Believe it or not, this minimal concession to commercial integrity was considered a big deal, because banks are notorious for jacking up customers' credit card rates whenever they feel like it. Citigroup was pledging to forego the "any time, for any reason" clause that banks write into their fine-print agreements. It also abandoned the "universal default" clause that lenders commonly use to raise your credit card rates if you're late paying a bill — any bill, even one not charged to your card.

Of course, this powerhouse bank was not making these moves out of the goodness of its corporate heart or because of some sudden discovery of business ethics. No, it was responding to consumer outrage that had reached all the way to Congress, where lawmakers were considering new regulations to stop these rip-off practices. Spouting its "deal is a deal" plan in a congressional hearing last year, Citigroup executives deflected the stricter regulations.

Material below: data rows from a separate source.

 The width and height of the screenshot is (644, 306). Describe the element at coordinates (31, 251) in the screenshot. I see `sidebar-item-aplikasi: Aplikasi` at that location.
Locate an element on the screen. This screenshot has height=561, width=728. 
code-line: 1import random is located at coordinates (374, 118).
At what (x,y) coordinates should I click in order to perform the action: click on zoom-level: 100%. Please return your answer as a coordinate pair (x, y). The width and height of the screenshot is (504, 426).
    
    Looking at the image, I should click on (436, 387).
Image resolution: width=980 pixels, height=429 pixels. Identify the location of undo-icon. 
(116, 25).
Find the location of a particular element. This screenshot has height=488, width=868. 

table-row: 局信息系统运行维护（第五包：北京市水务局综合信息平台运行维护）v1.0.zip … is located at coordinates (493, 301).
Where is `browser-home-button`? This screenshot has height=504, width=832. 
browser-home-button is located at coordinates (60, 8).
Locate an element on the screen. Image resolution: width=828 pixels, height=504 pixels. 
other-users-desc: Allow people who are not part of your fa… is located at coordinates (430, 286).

But that was then. Now that Congress has gone away, and now that Citigroup finds itself in a financial crunch due to bad executive decisions, the bank says that it didn't literally mean that a deal is a deal. It was an advertising slogan, not a blood oath — so Citigroup is reneging.

To add insult to injury, Citigroup blames consumers for its abandonment of the "deal." It was expecting that a flood of people would switch to its card — but, apparently, consumers are not as gullible as Congress is about promises from Wall Street bankers.

FEMA Strikes Again

Martha Kegel thought she'd seen it all — the horror of the flooding of New Orleans, the callousness and incompetence of George W's response, the scandal of people still left homeless three years after the storm.
Then she learned something that truly shocked her.

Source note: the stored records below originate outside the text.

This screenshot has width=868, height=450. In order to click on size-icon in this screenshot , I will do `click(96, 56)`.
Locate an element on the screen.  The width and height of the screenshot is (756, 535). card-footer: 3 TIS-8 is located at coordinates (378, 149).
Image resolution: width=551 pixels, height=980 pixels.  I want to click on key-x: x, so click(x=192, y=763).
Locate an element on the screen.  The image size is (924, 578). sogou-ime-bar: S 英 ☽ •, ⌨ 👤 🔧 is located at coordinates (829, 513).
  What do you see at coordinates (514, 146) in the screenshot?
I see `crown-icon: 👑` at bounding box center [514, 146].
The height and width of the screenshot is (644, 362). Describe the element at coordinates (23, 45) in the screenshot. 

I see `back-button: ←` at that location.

Kegel heads a nonprofit group called Unity of Greater New Orleans, striving on a meager budget to help the displaced set up households. So she was stunned to hear that Bush's Federal Emergency Management Agency had recently given away $85 million worth of bedding, kitchen equipment, clothing, mops and brooms, cleansers, first-aid kits, and other family necessities. "These are exactly the items that we are desperately seeking donations of right now — basic kitchen (and) household supplies," said an exasperated Kegel.

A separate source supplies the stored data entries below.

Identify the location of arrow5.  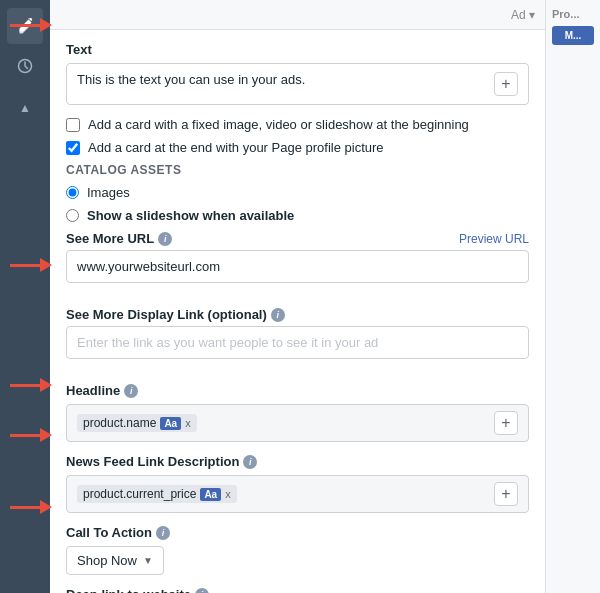
(31, 507).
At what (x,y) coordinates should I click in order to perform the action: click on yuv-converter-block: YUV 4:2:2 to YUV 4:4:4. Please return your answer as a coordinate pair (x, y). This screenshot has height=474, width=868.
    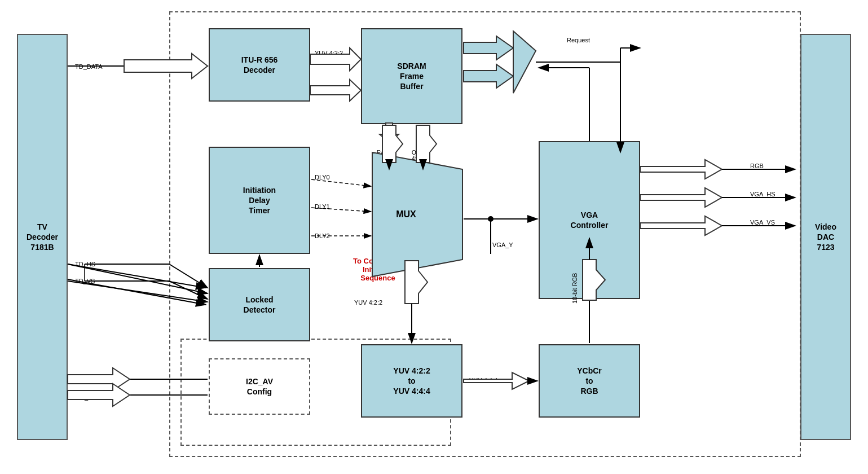
    Looking at the image, I should click on (412, 381).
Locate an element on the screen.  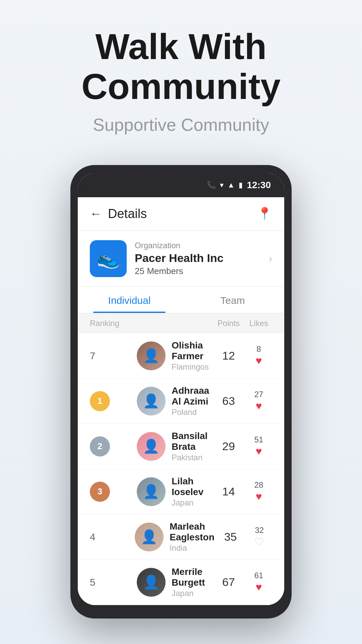
leaderboard-row: 3 👤 Lilah Ioselev Japan 14 28 ♥ is located at coordinates (181, 492).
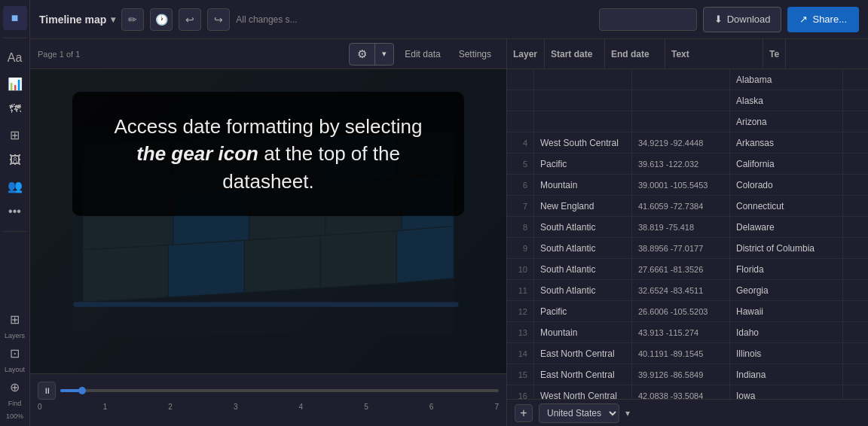 The image size is (868, 426). What do you see at coordinates (787, 122) in the screenshot?
I see `cell-state: Arizona` at bounding box center [787, 122].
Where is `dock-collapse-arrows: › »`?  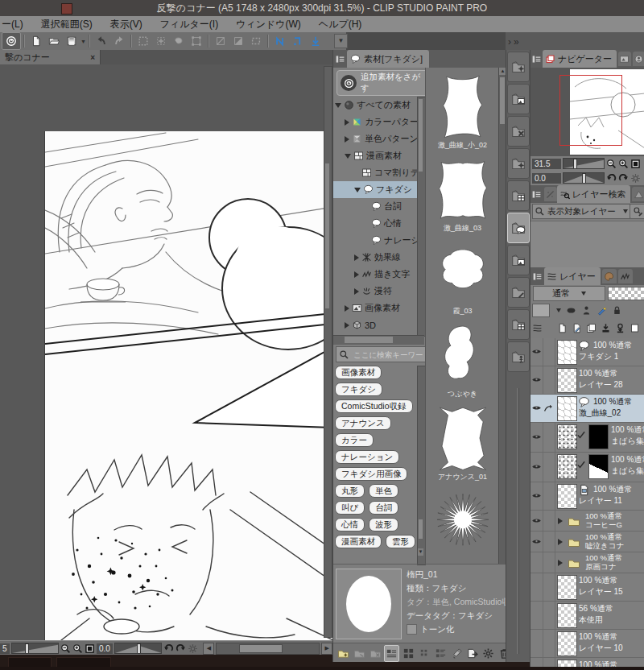 dock-collapse-arrows: › » is located at coordinates (518, 42).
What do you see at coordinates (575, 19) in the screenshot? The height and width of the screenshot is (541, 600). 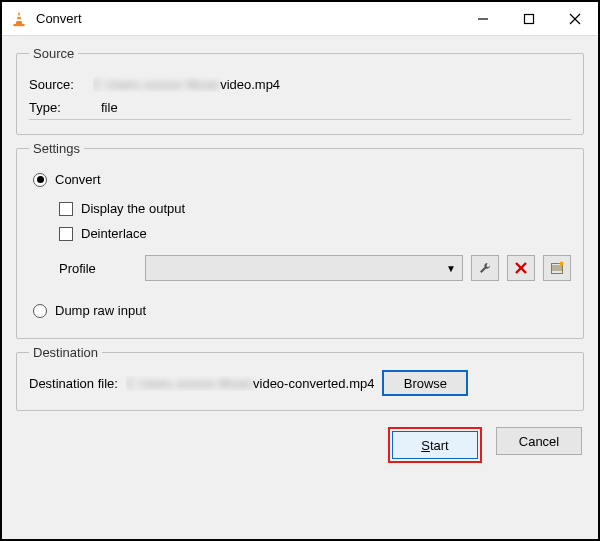 I see `close-icon` at bounding box center [575, 19].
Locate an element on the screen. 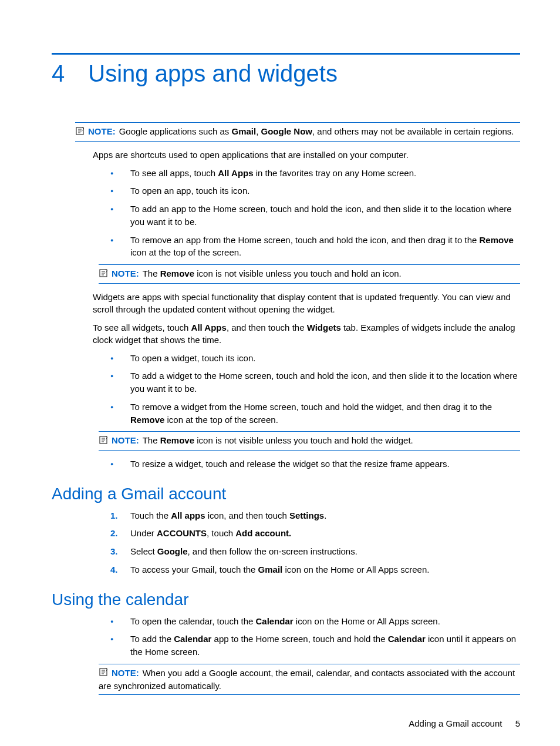 This screenshot has width=560, height=746. chapter-number: 4 is located at coordinates (58, 74).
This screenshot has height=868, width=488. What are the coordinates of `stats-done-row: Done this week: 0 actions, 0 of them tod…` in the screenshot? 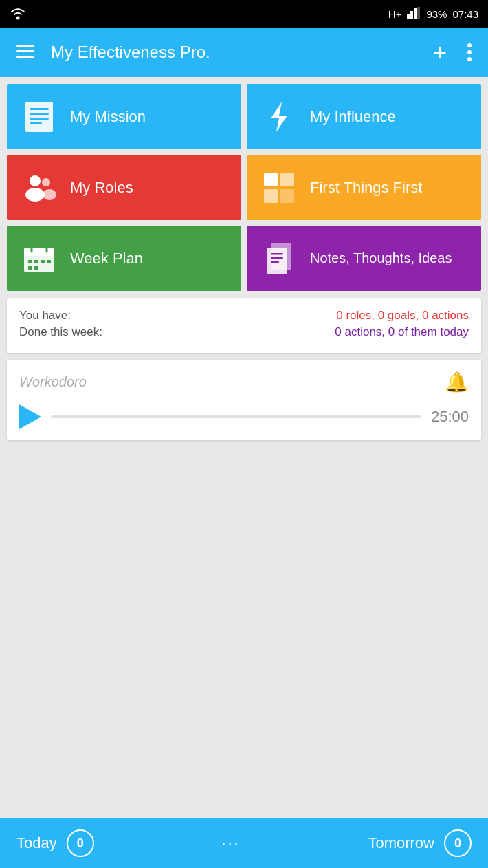 It's located at (244, 332).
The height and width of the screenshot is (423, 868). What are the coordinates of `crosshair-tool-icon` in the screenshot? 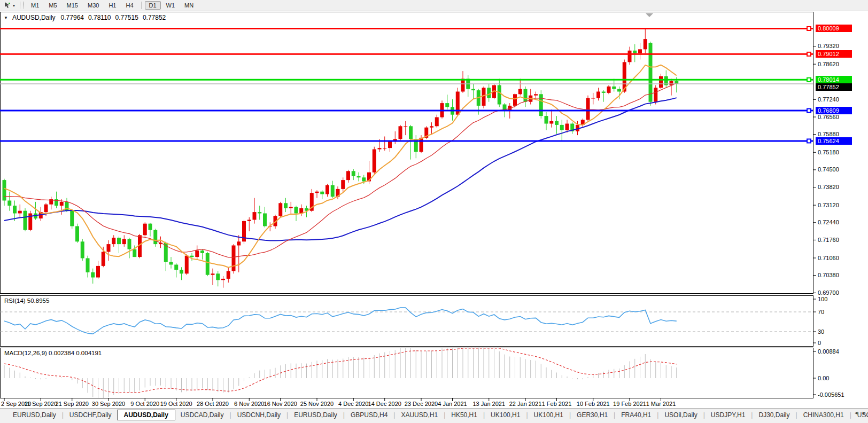 It's located at (7, 5).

It turns out that FEMA had such essentials sitting in warehouses for the past two years. But astonishingly, the perpetually clueless officials at FEMA decided this year that the supplies were no longer needed in the storm-wracked area. "We determined that they were excess to FEMA's needs," an agency spokesman curtly told CNN reporters. "Therefore, they are being excessed from FEMA's inventory."

One hundred twenty-one truckloads of FEMA's "excess," so desperately needed by hard-hit families in the Crescent City, have been doled out instead to the Homeland Security Department, the Air Force and other agencies. As for the people of New Orleans, FEMA claims ignorance, saying its officials simply didn't know that there was still a need there.

Excuse me, but this is our nation's emergency agency. It has an $8.2 billion annual budget. Aren't these officials supposed to know? Besides, Kegel says that FEMA did know, because her group told the agency's officials again and again that it was in urgent need of such supplies — but no one mentioned that tons of them were stored away uselessly in a FEMA warehouse.

To find out more about Jim Hightower, and read features by other Creators Syndicate writers and cartoonists, visit the Creators Syndicate web page at www.creators.com.